What’s exciting is that the event detected in the current study is the closest recorded to date, at just over 215 million light-years from Earth, and as a result, has been studied in unprecedented detail. “Several sky surveys discovered emission from the new tidal disruption event very quickly after the star was ripped apart,” said study author Thomas Wevers, an ESO Fellow in Santiago, Chile, who was at the Institute of Astronomy, University of Cambridge, UK, when he conducted the work. “We immediately pointed a suite of ground-based and space telescopes in that direction to see how the light was produced.”
Up to now, astronomers have had difficulty in determining the origin of these bursts of light, which are often obscured by dust and debris; but now it seems the two are actually linked.
“We found that when a black hole devours a star, it can launch a powerful blast of material outwards that obstructs our view,” explains Samantha Oates, also at the University of Birmingham. This happens because the energy released as the black hole eats up stellar material propels the star’s debris outwards.
“Because we caught it early, we could actually see the curtain of dust and debris being drawn up as the black hole launched a powerful outflow of material with velocities up to 10 000 km/s,” says Kate Alexander, NASA Einstein Fellow at Northwestern University in the US. “This unique ‘peek behind the curtain’ provided the first opportunity to pinpoint the origin of the obscuring material and follow in real time how it engulfs the black hole.”
The prompt and extensive observations made at multiple locations have, for the first time, made a direct connection between the material flowing out from the star and the bright flare emitted as it is devoured by the black hole. “The observations showed that the star had roughly the same mass as our own Sun, and that it lost about half of that to the monster black hole, which is over a million times more massive,” says Nicholl, who is also a visiting researcher at the University of Edinburgh.

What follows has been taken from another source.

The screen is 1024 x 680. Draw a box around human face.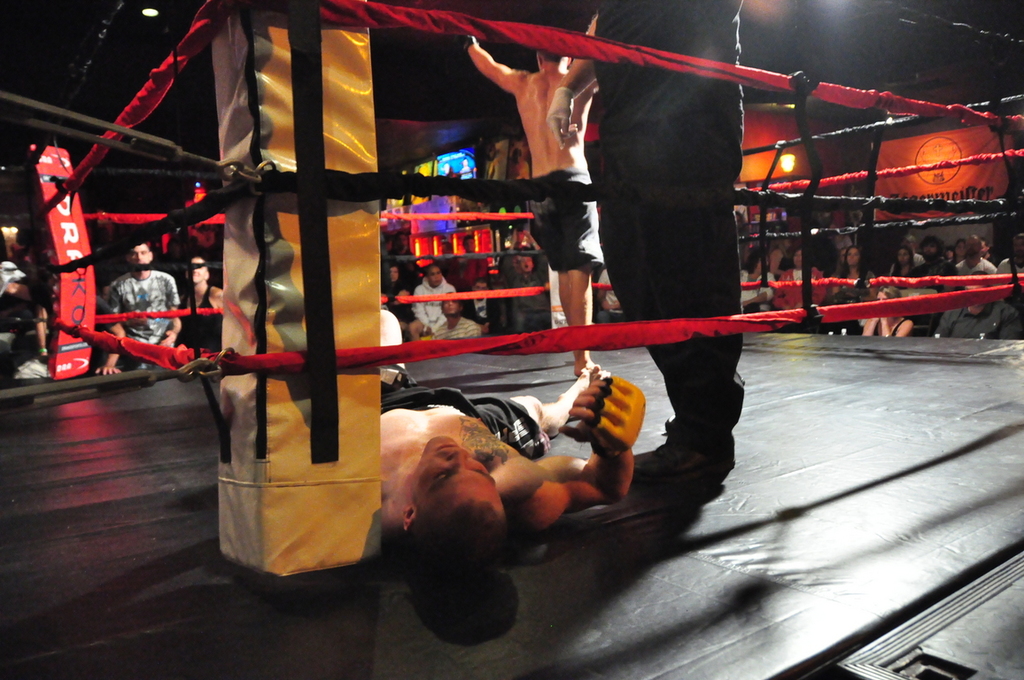
426, 266, 446, 290.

The research helps us better understand supermassive black holes and how matter behaves in the extreme gravity environments around them. The team say AT2019qiz could even act as a ‘Rosetta stone’ for interpreting future observations of tidal disruption events. ESO’s Extremely Large Telescope (ELT), planned to start operating this decade, will enable researchers to detect increasingly fainter and faster evolving tidal disruption events, to solve further mysteries of black hole physics.